Race, gender and modernity in 1900’s France  Download event as icalendar

30 May 2011

2pm - 3pm

Venue: Federation of Graduate Women's Room, Level 1, Old Government House


School of European Languages and Literatures seminar by Professor Martine Antle, University of North Caroline at Chapel Hill.

This talk will map the construction of race in French popular culture and in various French artistic milieus from the 1900s until today. It will demonstrate that the Africanist and Orientalist discourses characteristic of the 1900s, even as they acquire different contours and emphases throughout the decades, remain firmly embedded within contemporary French political discourses and continue to inform France’s official position towards citizens hailing from its former colonies.

Professor Antle is a specialist of contemporary French and Francophone Studies. Her research ranges from avant-garde theatre to women in surrealism, to questions of race, gender, and alterity in 20th- and 21st -century French and Francophone literature and art. She has argued that, beyond its inherent contradictions and conflicting interpretations, surrealism, through its cultural, generic and gender experimentations, played a fundamental role in our understanding of otherness and of multiculturalism in the 20th century.
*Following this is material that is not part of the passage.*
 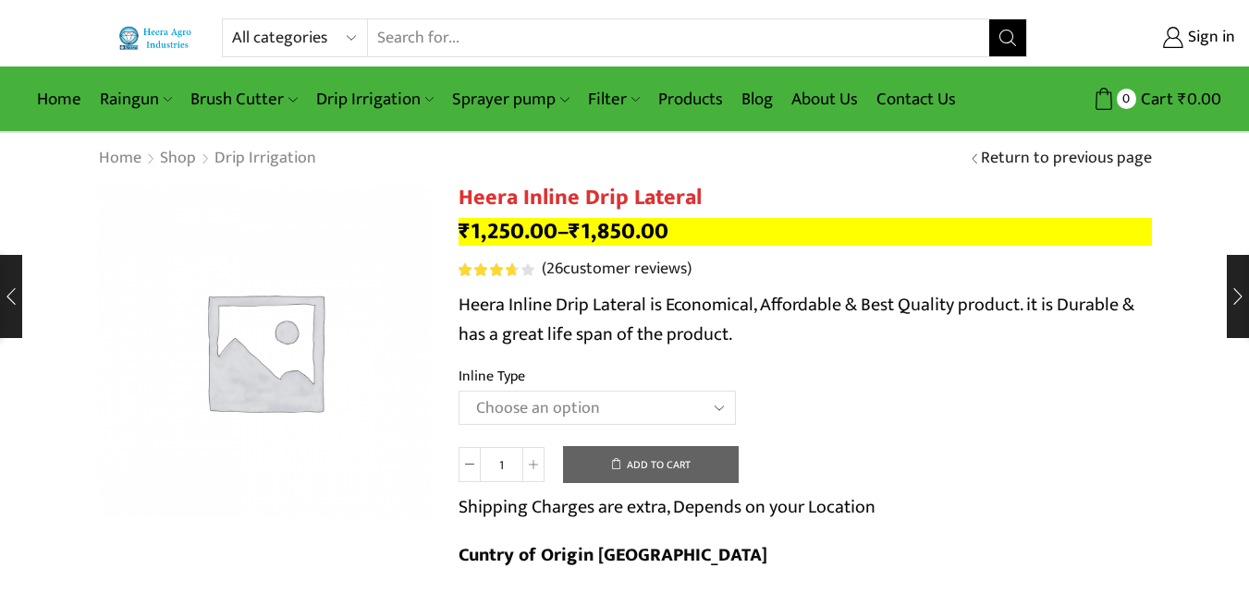 What do you see at coordinates (1144, 38) in the screenshot?
I see `a: Sign in` at bounding box center [1144, 38].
Among Prof. Antle’s many publications in this area are Cultures du Surréalisme: les représentations de l'autre (2001) and Théâtre et poésie surréalistes: Vitrac et la scène virtuelle (1988). She has also edited or co-edited five volumes on themes such as Franco-Arabic dialogues and lesbian and gay strategies of resistance in French and Francophone contexts. Her latest publications focus on art and on the growing contributions of Francophone artists to the international art scene, as attested to by her art catalogues and interviews with Arab American and Iranian American artists. Her current research is a book-length project on Strategies of Resistance in Contemporary Art: The Contributions of Arab Women Artists.